For Buenos Aires Herald  

Gershwin´s “Porgy and Bess” in uneven South African production

George Gershwin´s sole opera, "Porgy and Bess", is a memorable achievement. Last week the Herald printed an ample interview of Esteban Colombet with Stage Director Christine Crouse as a useful introduction to the last installment of the Colón season, but it refers basically to the parallels she sees between her transposition to Soweto around 1970 and  the original setting in Charleston, South Carolina, 1930s. She admits incongruities and cuts, but stresses the sociological  resemblance. She has a point, but I certainly prefer the libretto as it was written by DuBose and Dorothy Heyward and Ira Gershwin.
In both cases, there´s only one way to cast it in the main roles: with black singers.  And that´s the way it was seen in the two other productions  at Buenos Aires: a Teatro Astral by  Everyman Opera Company conducted by Alexander Smallens (who had led the Boston world première in 1935), August 1955; and the Colón by the Virginia Opera Company, April 1992.
George Gershwin was a first-generation American whose parents were Jews from Odessa, Ukraine. Hardly, one would think, the right genes for an opera on a black drama in the USA´s South. True, Gershwin had shown his affinity with jazz roots with such splendid works as "Rhapsody in blue", "Concerto in F" and "An American in Paris", but those were very much the work of a New Yorker. In the opera he penetrates the spirit of the Deep South with uncanny empathy and enormous inspiration: there are of course wonderful songs, like "Summertime", but even more admirable in this folk opera (so-called by the author) are the call and response Spirituals and the complex concerted numbers in general.
Charleston is a city of rich history: the largest Atlantic port south of Philadelphia in Colonial times; from Fort Sumter, in an island in front of it, came the spark that ignited the Civil War; and close to the sea still stands Cabbage Row, real name of the Catfish Row of the opera. Eartquakes and cyclones have ravaged it but the citizens always recover.
As depicted by Heyward, the inhabitants of Catfish Row are deeply religious (numerous mentions of the Promised Land) and a closely knit community. They are fishermen, stevedores, or cotton workers. Most are good sorts, but two characters will ruin the life of Porgy (a crippled beggar) and Bess, sensual and drug addict: Crown, powerful and murderous; and Sporting Life, a pedlar of "happy dust" (cocaine). But the people that live there, the chorus, are just as essential: this is an opera where the inhabitants sing and dance again and again, so you need choristers with swing.
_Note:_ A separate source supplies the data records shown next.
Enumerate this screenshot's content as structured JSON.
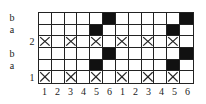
{
  "row_labels": [
    {
      "text": "b",
      "x": 6,
      "row": 0
    },
    {
      "text": "a",
      "x": 6,
      "row": 1
    },
    {
      "text": "2",
      "x": 26,
      "row": 2
    },
    {
      "text": "b",
      "x": 6,
      "row": 3
    },
    {
      "text": "a",
      "x": 6,
      "row": 4
    },
    {
      "text": "1",
      "x": 26,
      "row": 5
    }
  ],
  "column_labels": [
    "1",
    "2",
    "3",
    "4",
    "5",
    "6",
    "1",
    "2",
    "3",
    "4",
    "5",
    "6"
  ],
  "grid": {
    "rows": 6,
    "cols": 12,
    "cells": [
      [
        "",
        "",
        "",
        "",
        "",
        "B",
        "",
        "",
        "",
        "",
        "",
        "B"
      ],
      [
        "",
        "",
        "",
        "",
        "B",
        "",
        "",
        "",
        "",
        "",
        "B",
        ""
      ],
      [
        "X",
        "",
        "X",
        "",
        "X",
        "",
        "X",
        "",
        "X",
        "",
        "X",
        ""
      ],
      [
        "",
        "",
        "",
        "",
        "",
        "B",
        "",
        "",
        "",
        "",
        "",
        "B"
      ],
      [
        "",
        "",
        "",
        "",
        "B",
        "",
        "",
        "",
        "",
        "",
        "B",
        ""
      ],
      [
        "X",
        "",
        "X",
        "",
        "X",
        "",
        "X",
        "",
        "X",
        "",
        "X",
        ""
      ]
    ]
  },
  "colors": {
    "filled": "#111111",
    "line": "#222222"
  }
}
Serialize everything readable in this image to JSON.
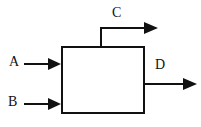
{
  "diagram": {
    "type": "process-block-diagram",
    "canvas": {
      "width": 201,
      "height": 127,
      "background": "#ffffff"
    },
    "stroke_color": "#111111",
    "stroke_width": 2,
    "block": {
      "name": "process-block",
      "x": 61,
      "y": 46,
      "width": 83,
      "height": 67,
      "fill": "#ffffff",
      "label": ""
    },
    "streams": [
      {
        "id": "A",
        "label": "A",
        "direction": "inlet",
        "orientation": "horizontal",
        "side": "left",
        "line_start": [
          24,
          64
        ],
        "line_end": [
          61,
          64
        ],
        "arrow_tip": [
          61,
          64
        ],
        "label_position": [
          9,
          55
        ]
      },
      {
        "id": "B",
        "label": "B",
        "direction": "inlet",
        "orientation": "horizontal",
        "side": "left",
        "line_start": [
          24,
          104
        ],
        "line_end": [
          61,
          104
        ],
        "arrow_tip": [
          61,
          104
        ],
        "label_position": [
          8,
          95
        ]
      },
      {
        "id": "C",
        "label": "C",
        "direction": "outlet",
        "orientation": "elbow-up-right",
        "side": "top",
        "line_start": [
          101,
          46
        ],
        "elbow": [
          101,
          28
        ],
        "line_end": [
          157,
          28
        ],
        "arrow_tip": [
          157,
          28
        ],
        "label_position": [
          112,
          6
        ]
      },
      {
        "id": "D",
        "label": "D",
        "direction": "outlet",
        "orientation": "horizontal",
        "side": "right",
        "line_start": [
          144,
          84
        ],
        "line_end": [
          196,
          84
        ],
        "arrow_tip": [
          196,
          84
        ],
        "label_position": [
          155,
          58
        ]
      }
    ]
  }
}
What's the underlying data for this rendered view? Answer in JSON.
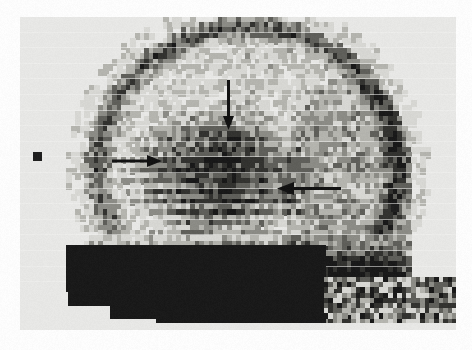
{
  "figure": {
    "modality": "pixelated raster scintigram",
    "view": "lateral",
    "background_color": "#ffffff",
    "frame": {
      "x": 20,
      "y": 17,
      "width": 436,
      "height": 313,
      "paper_color": "#e9e9e7",
      "ink_color": "#141414"
    }
  },
  "scan": {
    "cell_width": 4.6,
    "cell_height": 5.2,
    "row_gap_color": "#f2f2f0",
    "levels": [
      "#f2f2f0",
      "#d8d8d4",
      "#b4b4ae",
      "#8a8a84",
      "#5c5c57",
      "#2e2e2b",
      "#141414"
    ],
    "head": {
      "center_x": 228,
      "center_y": 150,
      "radius_x": 162,
      "radius_y": 150,
      "flat_base_y": 300
    },
    "lesion": {
      "label": "photopenic / hot region",
      "center_x": 196,
      "center_y": 158,
      "radius_x": 78,
      "radius_y": 62
    },
    "base_band": {
      "label": "dense skull base band",
      "top_y": 215,
      "bottom_y": 300
    },
    "staircase_steps": [
      {
        "x": 48,
        "y": 275,
        "width": 388,
        "height": 14
      },
      {
        "x": 90,
        "y": 289,
        "width": 346,
        "height": 13
      },
      {
        "x": 136,
        "y": 302,
        "width": 300,
        "height": 11
      }
    ]
  },
  "annotations": {
    "arrow_color": "#0d0d0d",
    "arrows": [
      {
        "name": "arrow-down-superior",
        "direction": "down",
        "label": "superior region marker",
        "x": 228,
        "y": 80,
        "length": 36,
        "thickness": 3,
        "head_length": 14,
        "head_width": 11
      },
      {
        "name": "arrow-right-anterior",
        "direction": "right",
        "label": "anterior region marker",
        "x": 112,
        "y": 161,
        "length": 35,
        "thickness": 3,
        "head_length": 15,
        "head_width": 12
      },
      {
        "name": "arrow-left-posterior",
        "direction": "left",
        "label": "posterior region marker",
        "x": 341,
        "y": 188,
        "length": 45,
        "thickness": 3,
        "head_length": 17,
        "head_width": 13
      }
    ],
    "fiducial_markers": [
      {
        "name": "fiducial-marker-left",
        "x": 33,
        "y": 152,
        "size": 9,
        "color": "#1a1a1a"
      },
      {
        "name": "fiducial-marker-right",
        "x": 391,
        "y": 204,
        "size": 8,
        "color": "#1a1a1a"
      }
    ]
  }
}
There have been essential recordings of this opera: the Decca album with the highlights sung by the original cast (Smallens); the first "complete" one (with cuts) with excellent singers conducted by Lehman Engel (Columbia); and two admirable really complete recordings in CD with great conductors (Maael and Rattle) and casts. So there´s no lack of recordings that do justice to this astonishing music. By the way, there were two Deep South operas before: the charming folkish "Treemonisha" by Scott Joplin, the ragtime composer (1915), and Delius´ "Koanga" (1904, Florida plantation); both interesting but no match for "Porgy".
Now to the Capetown Opera´s presentation. Frankly, last year a horrid "Macbeth" (Verdi transported to the Congo) by a South African company had left a bitter taste in my mouth, but  fortunately this "Porgy..." even with its faults has its commendable aspects. Two singers were really good: Xolela Sixaba (Porgy) and Goitsemang Lehobye (Serena); and the chorus was always vital. Lukhanyo Moyake was a slimy, slithering Sporting Life, as he should be, but was far too free in his famous debunking Bible song, "It ain´t necessarily so". Nonhlanhla Yende acted well as Bess but vocally she was uneven, with highs that often were strident. Mandisinde Mbuyazwe as Crown looked the part but his timbre was arid.  Miranda Tini was a rotund Maria though with a broken voice. And both Jake (Owen Metsileng) and Robbins (Mthunzi Mbombela) were good. There was charm in the street vendors.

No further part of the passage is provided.